One of the steel industry’s top lobbyists was Robert Lighthizer, who became a multi-millionaire as a Washington, D.C., trade lawyer. Lighthizer then served as U.S. trade representative for all four years of the Trump administration. In that role, he pushed for the adoption of additional steel tariffs, which the administration then imposed.

Those came on top of existing punitive duties against foreign steel firms for “dumping” cheaper steel on the U.S. market. As of January 2022, the Congressional Research Service counts 311 different orders for punitive duties on iron and steel imports.

Picking up where the Trump administration left off, the Biden administration has expanded the requirements for domestic content in government projects. Whereas the domestic manufacture of 55 percent of the value of a component used to satisfy the requirements, it will increase to 65 percent next year and 75 percent in 2029. The bipartisan infrastructure law also expanded domestic-content requirements to more types of projects than before.

All of this has worked to largely insulate the domestic steel industry from international competition. Depending on the year, as much as 90 percent of U.S. steel consumption is produced domestically.
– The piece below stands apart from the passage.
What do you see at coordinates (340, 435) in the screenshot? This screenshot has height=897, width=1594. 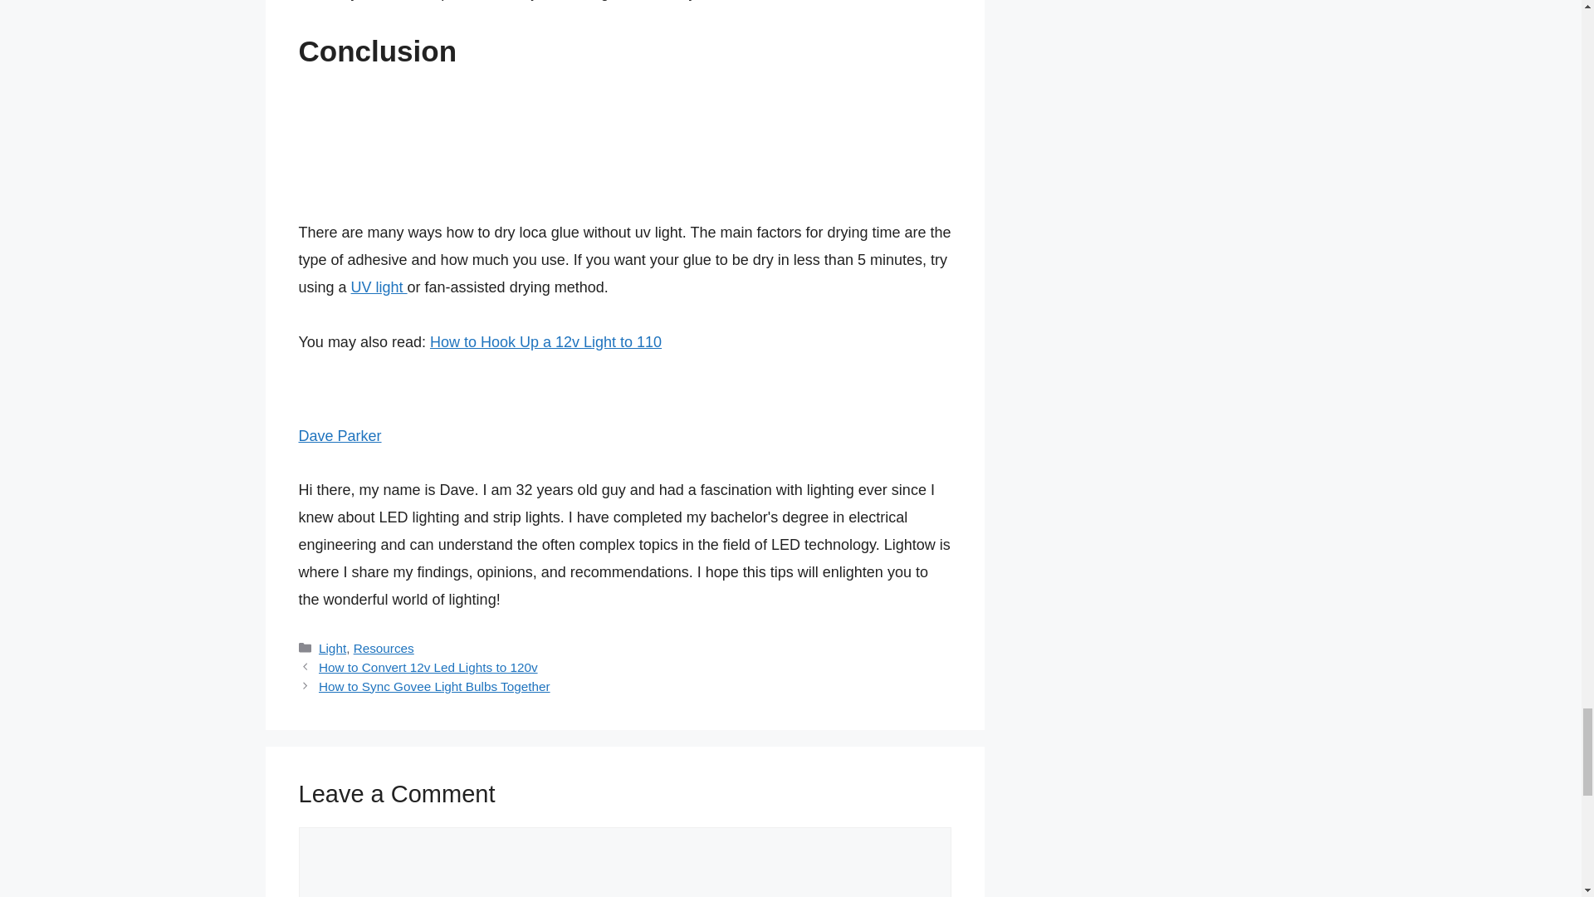 I see `Dave Parker` at bounding box center [340, 435].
Despite the protectionism “working,” employment in steel production has continued its decades-long decline, from 190,000 workers in 1988 to 83,000 in 2022. Maybe in the absence of tariffs the employment decline would have been faster. For example, a Peterson Institute estimate from 2018 found that Trump’s tariffs would create 8,700 jobs in the steel industry. But it also found that steel users would pay $5.6 billion more for pricier steel, which comes out to $650,000 per job “created.”

Steelworkers represent 0.6 percent of U.S. manufacturing employees and 0.05 percent of the total U.S. non-farm labor force. Yet the government pursues protectionism for their jobs at the expense of other workers.

Steel is an input to production in industries that employ far more people than steel producers do. American firms pay well above global prices for steel as a result of protectionism. That hurts consumers eventually, but it more directly hurts workers in other parts of the economy.

As a Heritage Foundation report from 2017 by Tori Smith found, just eliminating domestic-content requirements would result in more than 300,000 additional jobs on net, and that doesn’t even consider the effects of tariffs. Complying with the domestic-content requirements is so time-consuming and expensive that it takes resources away from productive activity. It also guarantees that taxpayer money for infrastructure projects doesn’t go as far as it could.

Steel protectionism is pursued for the few at the expense of the many, as a result of close connections between government and industry, and it results in higher costs for American manufacturing, fewer total jobs, and a raw deal for taxpayers.

Some wealthy lobbyists in Washington are fine with all of this. Why are populists?